St. Irenaeus doesn't stop there.  When it comes to knowing the truth, the Christian is instructed to turn to the Church of Rome, the Church that all the other Churches must agree with:

"But since it would be too long to enumerate in such a volume as this the succession of all the churches, we shall confound all those who, in whatever manner, whether through self-satisfaction or vainglory, or through blindness and wicked opinion, assemble other than where it is proper, by pointing out here the successions of the bishops of the greatest and most ancient church known to all, founded and organized at Rome by the two most glorious apostles, Peter and Paul, that church which has the tradition and the faith which comes down to us after having been announced to men by the apostles. With that church, because of its superior origin, all the churches must agree, that is, all the faithful in the whole world, and it is in her that the faithful everywhere have maintained the apostolic tradition" (Against Heresies 3:3:2).


Here, around the year 190 AD, St. Irenaeus of Lyons essentially gives us a description of Roman Catholicism!

Tuesday, June 14, 2016

More about Grace: Sanctifying and Actual

God’s grace, the gratuitous favor he shows us and His very own life He shares with us, comes in a few different forms.  We can distinguish first of all sanctifying grace and actual grace.

“Sanctifying grace is an habitual gift, a stable and supernatural disposition that perfects the soul itself to enable it to live with God, to act by his love” (CCC 2000).  Sanctifying grace is infused in our souls at baptism, and makes us pleasing to God.  Sanctifying grace elevates us to become sharers in God’s own life.  This state  of sanctifying grace can be lost through a mortal sin, but regained through repentance and the sacrament of confession.

Sanctifying grace, which is a permanent disposition, can be “distinguished from actual graces which refer to God’s interventions, whether at the beginning of conversion or in the course of the work of sanctification” (CCC 2000).  So the movement of God’s grace before our conversion and baptism, which cannot be attributed to sanctifying grace, is termed an actual grace.  Also, all the little (and larger) helps God gives us on a daily basis to live the twofold law of love of God and love of neighbor are actual graces.  When your natural inclination is to go off on someone with road rage, and you feel an intervening calm allowing you to practice patience, consider that an actual grace.

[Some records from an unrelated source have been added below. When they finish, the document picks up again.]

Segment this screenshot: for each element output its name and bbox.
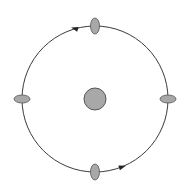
arrow-icon-top-left — [70, 25, 78, 32]
orbiting-body-right — [160, 95, 176, 103]
orbiting-body-bottom — [91, 164, 100, 180]
central-body — [84, 88, 106, 110]
orbit-diagram — [0, 0, 190, 192]
orbit-diagram-svg — [0, 0, 190, 192]
orbiting-body-left — [14, 95, 30, 103]
orbiting-body-top — [91, 18, 100, 34]
arrow-icon-bottom-right — [118, 163, 126, 170]
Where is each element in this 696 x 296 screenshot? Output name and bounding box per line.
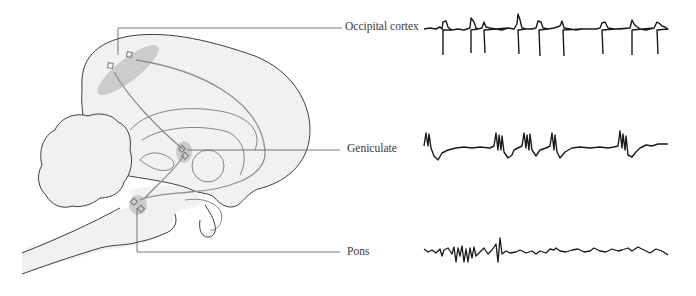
trace-occipital-cortex [424, 14, 668, 56]
label-geniculate: Geniculate [347, 143, 397, 155]
label-pons: Pons [347, 246, 369, 258]
trace-geniculate [424, 131, 668, 160]
pituitary-outline [200, 205, 216, 237]
label-occipital-cortex: Occipital cortex [345, 21, 419, 33]
cerebellum [39, 114, 132, 207]
geniculate-highlight [176, 141, 192, 163]
trace-pons [424, 238, 668, 262]
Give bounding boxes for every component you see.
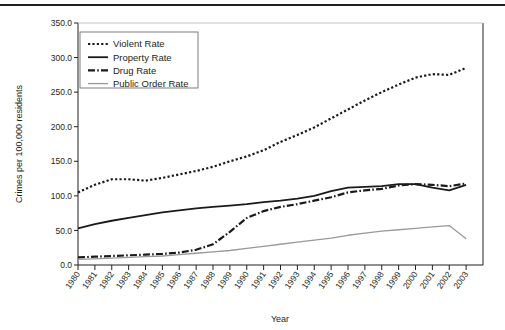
y-tick-label: 350.0 [51,18,73,28]
y-tick-label: 300.0 [51,53,73,63]
chart-svg: 0.050.0100.0150.0200.0250.0300.0350.0 19… [0,0,505,330]
x-tick-label: 1986 [164,269,183,290]
legend-label-drug-rate: Drug Rate [113,65,156,76]
y-tick-label: 150.0 [51,156,73,166]
x-tick-label: 1993 [282,269,301,290]
x-tick-label: 1987 [181,269,200,290]
x-tick-label: 1997 [350,269,369,290]
y-tick-label: 0.0 [60,260,72,270]
x-tick-label: 1981 [80,269,99,290]
y-tick-label: 250.0 [51,87,73,97]
x-tick-label: 1983 [114,269,133,290]
x-tick-label: 1980 [63,269,82,290]
x-tick-label: 2003 [451,269,470,290]
x-tick-label: 1984 [131,269,150,290]
legend-label-property-rate: Property Rate [113,52,172,63]
x-tick-label: 1990 [232,269,251,290]
x-tick-label: 2002 [434,269,453,290]
legend-label-public-order-rate: Public Order Rate [113,78,189,89]
x-tick-label: 1982 [97,269,116,290]
x-axis-tick-marks [78,265,466,270]
chart-legend: Violent RateProperty RateDrug RatePublic… [80,32,198,89]
y-tick-label: 50.0 [55,226,72,236]
x-tick-label: 1992 [266,269,285,290]
series-line-property-rate [78,184,466,228]
y-tick-label: 200.0 [51,122,73,132]
x-tick-label: 1994 [299,269,318,290]
data-series-group [78,68,466,260]
y-axis-tick-marks [74,23,78,265]
x-tick-label: 2001 [417,269,436,290]
x-tick-label: 1989 [215,269,234,290]
x-axis-title: Year [271,314,289,324]
y-axis-title: Crimes per 100,000 residents [14,84,24,203]
x-tick-label: 1988 [198,269,217,290]
x-tick-label: 1998 [367,269,386,290]
x-tick-label: 1985 [147,269,166,290]
x-tick-label: 2000 [401,269,420,290]
y-tick-label: 100.0 [51,191,73,201]
x-tick-label: 1991 [249,269,268,290]
y-axis-tick-labels: 0.050.0100.0150.0200.0250.0300.0350.0 [51,18,73,270]
x-tick-label: 1999 [384,269,403,290]
crime-rate-line-chart: 0.050.0100.0150.0200.0250.0300.0350.0 19… [0,0,505,330]
x-axis-tick-labels: 1980198119821983198419851986198719881989… [63,269,470,290]
x-tick-label: 1996 [333,269,352,290]
series-line-drug-rate [78,183,466,257]
legend-label-violent-rate: Violent Rate [113,38,165,49]
x-tick-label: 1995 [316,269,335,290]
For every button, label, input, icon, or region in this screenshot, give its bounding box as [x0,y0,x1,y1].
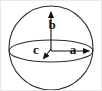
axis-label-c: c [33,42,39,57]
diagram-canvas: a b c [1,1,102,91]
axis-label-b: b [48,17,55,32]
ellipsoid-diagram: a b c [0,0,102,91]
axis-label-a: a [70,42,77,57]
axis-arrow-c [44,49,51,58]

The point here, perhaps, is that God’s grace pervades our whole lives.  God’s very life dwells in us in a habitual, permanent way through the gift of sanctifying grace, and God offers us the aids to live a life worthy of His calling continually through actual graces.

Monday, June 6, 2016

What is so Amazing about Grace?

You've probably heard the hymn Amazing Grace many times.  Perhaps you can rattle off the lyrics without even thinking of them.  But have you stopped to consider how amazing grace really is?

The Catechism of the Catholic Church tells us that grace is  "favor, the free and undeserved help that God gives us to respond to his call to become children of God, adoptive sons, partakers of the divine nature and of eternal life."  The Catechism also tells us that grace "is a participation in the life of God."  (CCC 1996-1997)

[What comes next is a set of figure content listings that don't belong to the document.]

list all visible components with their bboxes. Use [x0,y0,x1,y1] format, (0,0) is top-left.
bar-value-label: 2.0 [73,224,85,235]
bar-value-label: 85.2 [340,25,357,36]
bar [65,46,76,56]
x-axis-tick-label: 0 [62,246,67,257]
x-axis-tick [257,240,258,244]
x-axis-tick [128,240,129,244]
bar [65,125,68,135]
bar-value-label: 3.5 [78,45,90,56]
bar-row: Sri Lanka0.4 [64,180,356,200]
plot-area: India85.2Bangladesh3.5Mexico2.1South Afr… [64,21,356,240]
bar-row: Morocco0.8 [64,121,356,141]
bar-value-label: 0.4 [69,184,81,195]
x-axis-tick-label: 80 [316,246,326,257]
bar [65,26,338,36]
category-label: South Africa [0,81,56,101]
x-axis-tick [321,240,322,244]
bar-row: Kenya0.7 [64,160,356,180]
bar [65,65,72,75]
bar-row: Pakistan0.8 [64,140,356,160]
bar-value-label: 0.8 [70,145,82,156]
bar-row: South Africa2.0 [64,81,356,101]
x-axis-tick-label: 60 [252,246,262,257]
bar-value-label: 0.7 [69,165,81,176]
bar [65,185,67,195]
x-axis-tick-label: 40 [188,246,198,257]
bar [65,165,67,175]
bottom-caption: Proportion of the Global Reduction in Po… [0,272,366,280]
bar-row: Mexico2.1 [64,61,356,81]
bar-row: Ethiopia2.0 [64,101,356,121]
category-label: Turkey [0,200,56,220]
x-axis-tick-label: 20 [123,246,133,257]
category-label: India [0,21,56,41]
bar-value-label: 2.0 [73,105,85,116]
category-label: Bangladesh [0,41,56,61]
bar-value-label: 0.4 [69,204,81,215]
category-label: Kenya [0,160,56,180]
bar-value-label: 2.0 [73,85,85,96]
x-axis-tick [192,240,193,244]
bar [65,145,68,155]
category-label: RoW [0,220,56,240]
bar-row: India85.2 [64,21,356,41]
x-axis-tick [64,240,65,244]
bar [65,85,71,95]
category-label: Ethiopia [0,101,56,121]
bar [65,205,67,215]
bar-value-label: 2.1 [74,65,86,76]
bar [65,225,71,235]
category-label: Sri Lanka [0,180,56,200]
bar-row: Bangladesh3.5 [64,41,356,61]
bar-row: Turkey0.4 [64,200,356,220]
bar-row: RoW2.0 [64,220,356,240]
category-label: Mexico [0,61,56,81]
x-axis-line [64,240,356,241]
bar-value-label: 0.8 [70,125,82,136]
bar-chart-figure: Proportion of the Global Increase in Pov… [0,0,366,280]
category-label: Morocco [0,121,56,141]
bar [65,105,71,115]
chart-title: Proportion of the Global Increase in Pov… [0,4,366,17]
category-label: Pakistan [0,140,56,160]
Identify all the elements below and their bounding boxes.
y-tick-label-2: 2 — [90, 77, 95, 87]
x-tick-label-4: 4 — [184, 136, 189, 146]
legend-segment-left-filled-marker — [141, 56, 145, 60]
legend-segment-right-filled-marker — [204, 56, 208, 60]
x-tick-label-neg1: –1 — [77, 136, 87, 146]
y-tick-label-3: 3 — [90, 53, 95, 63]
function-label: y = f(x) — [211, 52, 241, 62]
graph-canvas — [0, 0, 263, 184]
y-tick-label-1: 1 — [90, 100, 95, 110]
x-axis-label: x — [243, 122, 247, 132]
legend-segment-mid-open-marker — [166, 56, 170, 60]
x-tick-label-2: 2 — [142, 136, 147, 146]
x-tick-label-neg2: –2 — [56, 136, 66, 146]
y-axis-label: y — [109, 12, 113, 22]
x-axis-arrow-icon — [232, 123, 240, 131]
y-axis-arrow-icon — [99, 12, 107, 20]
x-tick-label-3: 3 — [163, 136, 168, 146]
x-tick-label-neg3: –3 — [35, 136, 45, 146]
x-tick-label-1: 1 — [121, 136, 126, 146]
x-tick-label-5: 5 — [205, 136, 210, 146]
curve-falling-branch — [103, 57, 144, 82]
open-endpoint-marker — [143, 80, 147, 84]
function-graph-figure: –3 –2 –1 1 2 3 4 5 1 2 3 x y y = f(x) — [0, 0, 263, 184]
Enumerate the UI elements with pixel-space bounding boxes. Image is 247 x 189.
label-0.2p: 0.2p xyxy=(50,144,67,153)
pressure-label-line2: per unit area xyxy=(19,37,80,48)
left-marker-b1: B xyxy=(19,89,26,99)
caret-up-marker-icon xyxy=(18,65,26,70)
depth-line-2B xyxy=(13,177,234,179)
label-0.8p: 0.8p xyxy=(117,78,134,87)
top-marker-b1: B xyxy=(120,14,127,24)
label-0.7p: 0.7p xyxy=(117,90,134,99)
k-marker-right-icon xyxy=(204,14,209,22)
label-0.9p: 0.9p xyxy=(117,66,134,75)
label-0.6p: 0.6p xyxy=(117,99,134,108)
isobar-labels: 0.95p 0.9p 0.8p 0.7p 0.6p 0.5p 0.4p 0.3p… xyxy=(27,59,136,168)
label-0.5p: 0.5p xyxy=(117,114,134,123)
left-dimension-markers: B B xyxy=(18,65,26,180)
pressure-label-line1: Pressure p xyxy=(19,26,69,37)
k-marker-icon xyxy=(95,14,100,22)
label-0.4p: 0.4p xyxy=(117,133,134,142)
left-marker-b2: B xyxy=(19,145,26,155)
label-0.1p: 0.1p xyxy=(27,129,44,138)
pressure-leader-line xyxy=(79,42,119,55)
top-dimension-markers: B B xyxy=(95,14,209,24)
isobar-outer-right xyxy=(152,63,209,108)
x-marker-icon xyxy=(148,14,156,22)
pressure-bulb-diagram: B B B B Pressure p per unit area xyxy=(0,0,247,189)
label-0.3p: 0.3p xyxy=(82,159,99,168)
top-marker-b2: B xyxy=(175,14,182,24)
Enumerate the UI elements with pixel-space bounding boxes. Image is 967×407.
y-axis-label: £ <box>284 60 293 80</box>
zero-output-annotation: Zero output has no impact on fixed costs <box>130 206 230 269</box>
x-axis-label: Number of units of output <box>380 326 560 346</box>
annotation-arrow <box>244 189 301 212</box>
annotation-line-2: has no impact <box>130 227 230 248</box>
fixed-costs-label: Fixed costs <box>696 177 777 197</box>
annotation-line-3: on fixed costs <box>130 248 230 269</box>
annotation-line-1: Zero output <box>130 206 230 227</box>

The theology of grace has many divisions and nuances, but two aspects of grace stand out:  grace is healing, and grace is elevating.

Because of the fall and original sin, our human natures are wounded.  Our intellect is darkened, our will is weakened, and we have a tendency or proclivity to sin known as concupiscence.  We stand in need of grace to heal our wounded nature.  Grace is medicinal in this sense, and restores what was damaged due to sin.

But grace doesn't end there.  Grace actually lifts us up beyond where our nature would be even without sin.  Grace is elevating.  Human nature, even freed from sin, cannot reach its goal of communion with God.  Grace elevates our nature, making us "partakers of the divine nature."  We become by grace and adoption what Christ is by nature: sons of God.  This supernatural gift goes far beyond restoring what was lost through sin; grace far exceeds any expectations humanity could have had by making us like God.  We call this deification - being made sharers of God's own trinitarian life.  That is amazing grace!